Benchmark crude for July delivery rose $1.23 to settle at $66.31 a barrel on the New York Mercantile Exchange.
The gasoline-pump panic of 2008 has yet to surface, but that's not to say there haven't been some double-takes.
Wholesale gasoline prices, which typically rise during this time of the year, are up a staggering 140 percent since Christmas Eve. Retail gasoline prices have hit a national average of $2.467 a gallon, according to auto club AAA, Wright Express and Oil Price Information Service. Pump prices are up 20 percent just in the past month.
But a gallon of gas is still $1.485 below the price a year ago and that, at its heart, is why you are unlikely to see the same price spikes this time around.
Crude prices have spiked 30 percent this month, enough to give anyone vertigo. But the pain is relative.
At this time last year, crude prices were brushing up against $130.
While crude has risen fast through May, we're still around $66.
For gas prices to hit $3, crude would need to go to about $100 a barrel, well above even the highest projections this year of $70 to $75, said Tom Kloza, publisher and chief oil analyst at Oil Price Information service.

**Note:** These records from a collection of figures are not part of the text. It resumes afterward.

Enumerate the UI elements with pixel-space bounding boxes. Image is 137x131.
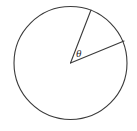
geometry-canvas <box>0 0 137 131</box>
circle-angle-diagram: θ <box>0 0 137 131</box>
theta-angle-label: θ <box>76 48 81 59</box>
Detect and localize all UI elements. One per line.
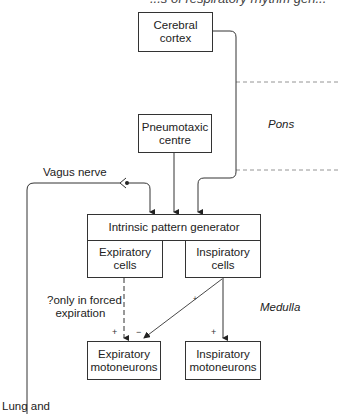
expiratory-plus-sign: + xyxy=(112,328,117,337)
vagus-to-generator-line xyxy=(127,183,150,212)
forced-expiration-line2: expiration xyxy=(39,307,122,320)
inspiratory-plus-sign: + xyxy=(211,328,216,337)
expiratory-motoneurons-label: Expiratory motoneurons xyxy=(90,348,157,374)
intrinsic-pattern-generator-label: Intrinsic pattern generator xyxy=(108,221,239,234)
expiratory-motoneurons-box: Expiratory motoneurons xyxy=(87,341,161,380)
pneumotaxic-centre-box: Pneumotaxic centre xyxy=(138,114,212,153)
pneumotaxic-centre-label: Pneumotaxic centre xyxy=(142,121,208,147)
inspiratory-motoneurons-label: Inspiratory motoneurons xyxy=(189,348,256,374)
pons-label: Pons xyxy=(268,118,294,131)
forced-expiration-note: ?only in forced expiration xyxy=(47,294,122,320)
lung-and-label: Lung and xyxy=(2,400,50,413)
medulla-label: Medulla xyxy=(260,301,300,314)
inspiratory-cells-label: Inspiratory cells xyxy=(196,246,250,272)
top-partial-caption: ...s of respiratory rhythm gen... xyxy=(150,0,326,6)
expiratory-cells-label: Expiratory cells xyxy=(99,246,151,272)
vagus-nerve-label: Vagus nerve xyxy=(43,166,107,179)
diagonal-plus-sign: + xyxy=(193,294,197,303)
intrinsic-pattern-generator-box: Intrinsic pattern generator xyxy=(87,214,261,241)
expiratory-cells-box: Expiratory cells xyxy=(87,240,163,278)
expiratory-minus-sign: − xyxy=(136,328,141,337)
forced-expiration-line1: ?only in forced xyxy=(47,294,122,307)
cerebral-cortex-box: Cerebral cortex xyxy=(138,12,213,52)
connection-lines xyxy=(0,0,344,414)
inspiratory-motoneurons-box: Inspiratory motoneurons xyxy=(185,341,261,380)
cerebral-cortex-label: Cerebral cortex xyxy=(153,19,197,45)
inspiratory-cells-box: Inspiratory cells xyxy=(185,240,261,278)
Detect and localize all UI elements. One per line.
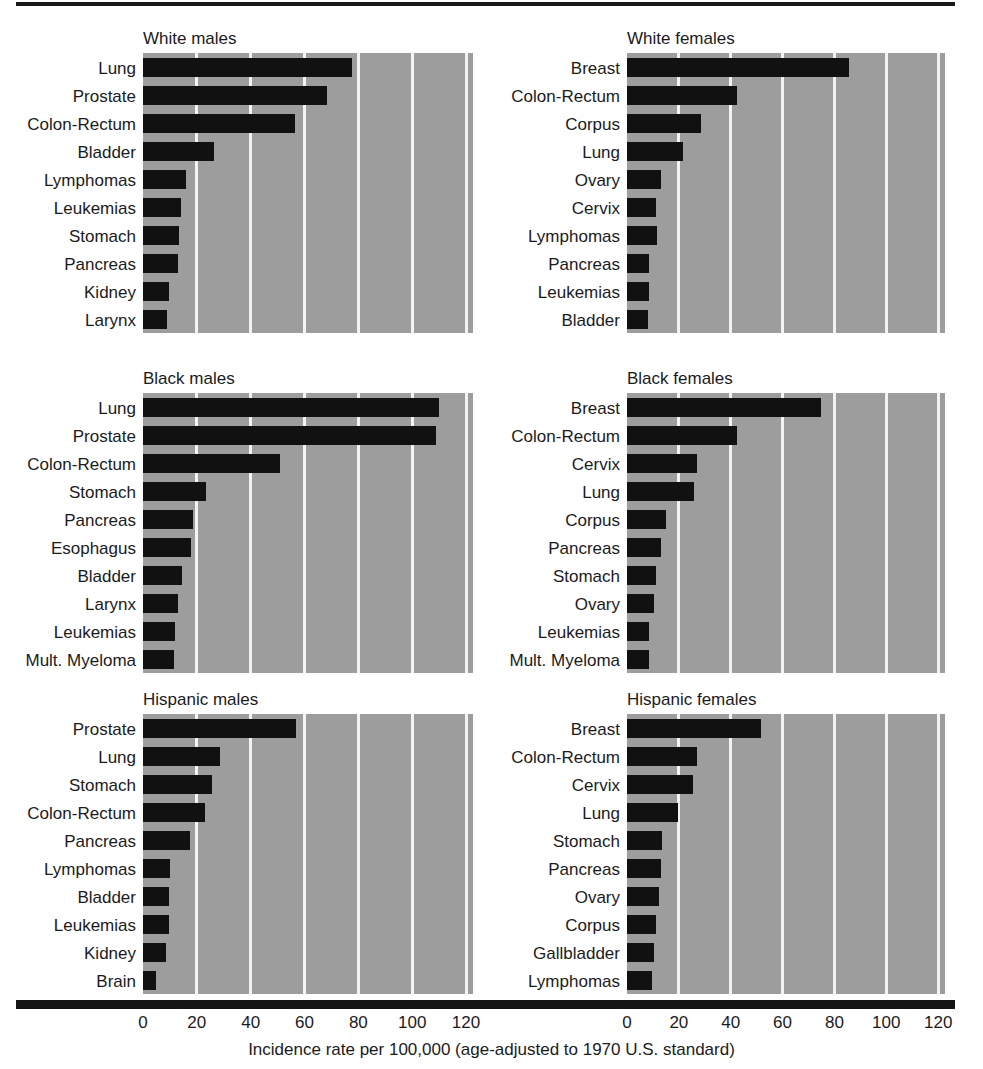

Still many analysts, including Kloza, have been surprised by the run-up in gasoline.
"If you had asked a month ago if we would see a $2.50 national average, I would have said
'no.'"
The jump in energy prices has not been fueled by rising demand, but a belief that demand will rise at some point. That has created a lot of momentum in a market that does not have the fundamentals to support it.
With demand for gasoline running flat to slightly below last year, unemployment moving higher, and ample inventories and refinery capacity it is hard to see prices much higher from here, said Adam Sieminski of Deutsche Bank.
"We've climbed out of the depths, but it's still not growing on a year-over-year basis," he said.
Just like in 2008, however, the weakened U.S. currency is bringing billions of investments into oil markets. Because crude is priced in dollars, it gets a lot cheaper when the U.S. currency falls.
That points to another speculative bubble that many blame for record prices last summer, on Nymex and at the gas pump.